* _Task requirements_
Print the records exactly. Miss nothing.
>>
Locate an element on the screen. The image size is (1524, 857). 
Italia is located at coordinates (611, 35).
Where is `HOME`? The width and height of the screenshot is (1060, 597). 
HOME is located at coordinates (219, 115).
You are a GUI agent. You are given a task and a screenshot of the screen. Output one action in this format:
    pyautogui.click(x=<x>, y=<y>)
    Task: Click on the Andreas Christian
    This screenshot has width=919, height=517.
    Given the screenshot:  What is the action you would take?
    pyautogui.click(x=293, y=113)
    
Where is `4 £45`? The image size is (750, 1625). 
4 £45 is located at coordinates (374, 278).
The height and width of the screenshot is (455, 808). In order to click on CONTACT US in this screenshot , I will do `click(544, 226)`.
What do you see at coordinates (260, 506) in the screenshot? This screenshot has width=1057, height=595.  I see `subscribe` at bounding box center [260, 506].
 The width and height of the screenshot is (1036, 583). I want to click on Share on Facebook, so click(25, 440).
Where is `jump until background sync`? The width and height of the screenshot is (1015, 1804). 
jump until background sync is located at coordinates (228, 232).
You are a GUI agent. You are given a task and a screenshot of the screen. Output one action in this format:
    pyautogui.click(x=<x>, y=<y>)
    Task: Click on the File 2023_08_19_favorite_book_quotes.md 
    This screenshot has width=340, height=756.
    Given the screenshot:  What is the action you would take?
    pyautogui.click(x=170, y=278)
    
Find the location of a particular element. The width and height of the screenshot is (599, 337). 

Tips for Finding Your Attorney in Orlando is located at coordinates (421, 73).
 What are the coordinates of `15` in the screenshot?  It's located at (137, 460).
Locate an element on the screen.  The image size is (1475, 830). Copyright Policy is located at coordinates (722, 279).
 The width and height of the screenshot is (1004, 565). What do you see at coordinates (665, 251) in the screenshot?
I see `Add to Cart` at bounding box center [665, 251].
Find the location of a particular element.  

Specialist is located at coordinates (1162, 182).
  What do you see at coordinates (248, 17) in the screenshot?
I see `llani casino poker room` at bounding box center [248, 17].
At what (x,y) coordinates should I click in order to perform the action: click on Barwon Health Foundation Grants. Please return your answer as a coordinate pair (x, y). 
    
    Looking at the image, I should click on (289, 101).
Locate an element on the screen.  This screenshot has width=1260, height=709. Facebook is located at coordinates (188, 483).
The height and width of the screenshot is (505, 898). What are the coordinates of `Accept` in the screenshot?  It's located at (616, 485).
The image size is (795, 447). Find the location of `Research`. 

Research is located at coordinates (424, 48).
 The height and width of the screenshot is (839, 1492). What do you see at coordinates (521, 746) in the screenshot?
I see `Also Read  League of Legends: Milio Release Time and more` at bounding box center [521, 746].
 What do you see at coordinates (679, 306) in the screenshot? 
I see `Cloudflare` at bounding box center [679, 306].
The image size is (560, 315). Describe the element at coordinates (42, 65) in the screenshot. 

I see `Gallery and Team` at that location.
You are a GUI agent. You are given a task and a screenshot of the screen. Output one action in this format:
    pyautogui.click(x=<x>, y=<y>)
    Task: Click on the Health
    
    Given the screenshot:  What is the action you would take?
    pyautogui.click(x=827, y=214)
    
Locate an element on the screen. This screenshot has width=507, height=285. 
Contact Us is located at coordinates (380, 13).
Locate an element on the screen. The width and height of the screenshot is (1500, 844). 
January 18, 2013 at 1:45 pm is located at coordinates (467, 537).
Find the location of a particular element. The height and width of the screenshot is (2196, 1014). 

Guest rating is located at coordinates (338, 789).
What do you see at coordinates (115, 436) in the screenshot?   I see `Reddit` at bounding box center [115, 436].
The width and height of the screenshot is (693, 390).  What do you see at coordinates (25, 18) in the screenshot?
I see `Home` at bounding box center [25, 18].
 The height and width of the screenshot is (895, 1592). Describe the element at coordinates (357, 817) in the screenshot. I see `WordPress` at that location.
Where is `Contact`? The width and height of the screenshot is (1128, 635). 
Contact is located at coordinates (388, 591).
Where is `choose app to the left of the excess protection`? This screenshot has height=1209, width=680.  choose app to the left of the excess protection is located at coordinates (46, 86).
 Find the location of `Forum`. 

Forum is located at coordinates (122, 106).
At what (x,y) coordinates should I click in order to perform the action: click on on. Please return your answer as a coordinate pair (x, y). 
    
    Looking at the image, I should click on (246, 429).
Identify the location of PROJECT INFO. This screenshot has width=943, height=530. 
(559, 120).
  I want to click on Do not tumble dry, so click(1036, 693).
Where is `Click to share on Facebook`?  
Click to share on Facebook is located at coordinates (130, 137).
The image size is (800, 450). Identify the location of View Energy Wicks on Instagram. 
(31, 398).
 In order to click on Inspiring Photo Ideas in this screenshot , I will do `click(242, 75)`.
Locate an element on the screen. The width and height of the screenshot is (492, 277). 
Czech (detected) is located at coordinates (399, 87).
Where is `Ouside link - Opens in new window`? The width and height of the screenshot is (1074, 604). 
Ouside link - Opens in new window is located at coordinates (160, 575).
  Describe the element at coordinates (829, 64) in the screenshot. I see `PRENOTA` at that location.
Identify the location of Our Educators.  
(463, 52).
<<
* _Result_
Locate an element on the screen. The image size is (1524, 857). 
Italia is located at coordinates (611, 35).
Where is `HOME`? The width and height of the screenshot is (1060, 597). 
HOME is located at coordinates (219, 115).
You are a GUI agent. You are given a task and a screenshot of the screen. Output one action in this format:
    pyautogui.click(x=<x>, y=<y>)
    Task: Click on the Andreas Christian
    This screenshot has width=919, height=517.
    Given the screenshot:  What is the action you would take?
    pyautogui.click(x=293, y=113)
    
Where is `4 £45`? The image size is (750, 1625). 
4 £45 is located at coordinates (374, 278).
The height and width of the screenshot is (455, 808). In order to click on CONTACT US in this screenshot , I will do `click(544, 226)`.
What do you see at coordinates (260, 506) in the screenshot? This screenshot has width=1057, height=595.  I see `subscribe` at bounding box center [260, 506].
 The width and height of the screenshot is (1036, 583). I want to click on Share on Facebook, so click(25, 440).
Where is `jump until background sync`? The width and height of the screenshot is (1015, 1804). 
jump until background sync is located at coordinates (228, 232).
You are a GUI agent. You are given a task and a screenshot of the screen. Output one action in this format:
    pyautogui.click(x=<x>, y=<y>)
    Task: Click on the File 2023_08_19_favorite_book_quotes.md 
    This screenshot has width=340, height=756.
    Given the screenshot:  What is the action you would take?
    pyautogui.click(x=170, y=278)
    
Find the location of a particular element. The width and height of the screenshot is (599, 337). 

Tips for Finding Your Attorney in Orlando is located at coordinates (421, 73).
 What are the coordinates of `15` in the screenshot?  It's located at (137, 460).
Locate an element on the screen.  The image size is (1475, 830). Copyright Policy is located at coordinates (722, 279).
 The width and height of the screenshot is (1004, 565). What do you see at coordinates (665, 251) in the screenshot?
I see `Add to Cart` at bounding box center [665, 251].
Find the location of a particular element.  

Specialist is located at coordinates (1162, 182).
  What do you see at coordinates (248, 17) in the screenshot?
I see `llani casino poker room` at bounding box center [248, 17].
At what (x,y) coordinates should I click in order to perform the action: click on Barwon Health Foundation Grants. Please return your answer as a coordinate pair (x, y). 
    
    Looking at the image, I should click on (289, 101).
Locate an element on the screen.  This screenshot has width=1260, height=709. Facebook is located at coordinates (188, 483).
The height and width of the screenshot is (505, 898). What are the coordinates of `Accept` in the screenshot?  It's located at (616, 485).
The image size is (795, 447). Find the location of `Research`. 

Research is located at coordinates (424, 48).
 The height and width of the screenshot is (839, 1492). What do you see at coordinates (521, 746) in the screenshot?
I see `Also Read  League of Legends: Milio Release Time and more` at bounding box center [521, 746].
 What do you see at coordinates (679, 306) in the screenshot? 
I see `Cloudflare` at bounding box center [679, 306].
The image size is (560, 315). Describe the element at coordinates (42, 65) in the screenshot. 

I see `Gallery and Team` at that location.
You are a GUI agent. You are given a task and a screenshot of the screen. Output one action in this format:
    pyautogui.click(x=<x>, y=<y>)
    Task: Click on the Health
    
    Given the screenshot:  What is the action you would take?
    pyautogui.click(x=827, y=214)
    
Locate an element on the screen. This screenshot has width=507, height=285. 
Contact Us is located at coordinates (380, 13).
Locate an element on the screen. The width and height of the screenshot is (1500, 844). 
January 18, 2013 at 1:45 pm is located at coordinates (467, 537).
Find the location of a particular element. The height and width of the screenshot is (2196, 1014). 

Guest rating is located at coordinates (338, 789).
What do you see at coordinates (115, 436) in the screenshot?   I see `Reddit` at bounding box center [115, 436].
The width and height of the screenshot is (693, 390).  What do you see at coordinates (25, 18) in the screenshot?
I see `Home` at bounding box center [25, 18].
 The height and width of the screenshot is (895, 1592). Describe the element at coordinates (357, 817) in the screenshot. I see `WordPress` at that location.
Where is `Contact`? The width and height of the screenshot is (1128, 635). 
Contact is located at coordinates (388, 591).
Where is `choose app to the left of the excess protection`? This screenshot has height=1209, width=680.  choose app to the left of the excess protection is located at coordinates (46, 86).
 Find the location of `Forum`. 

Forum is located at coordinates (122, 106).
At what (x,y) coordinates should I click in order to perform the action: click on on. Please return your answer as a coordinate pair (x, y). 
    
    Looking at the image, I should click on (246, 429).
Identify the location of PROJECT INFO. This screenshot has width=943, height=530. 
(559, 120).
  I want to click on Do not tumble dry, so click(1036, 693).
Where is `Click to share on Facebook`?  
Click to share on Facebook is located at coordinates (130, 137).
The image size is (800, 450). Identify the location of View Energy Wicks on Instagram. 
(31, 398).
 In order to click on Inspiring Photo Ideas in this screenshot , I will do `click(242, 75)`.
Locate an element on the screen. The width and height of the screenshot is (492, 277). 
Czech (detected) is located at coordinates (399, 87).
Where is `Ouside link - Opens in new window`? The width and height of the screenshot is (1074, 604). 
Ouside link - Opens in new window is located at coordinates (160, 575).
  Describe the element at coordinates (829, 64) in the screenshot. I see `PRENOTA` at that location.
Identify the location of Our Educators.  
(463, 52).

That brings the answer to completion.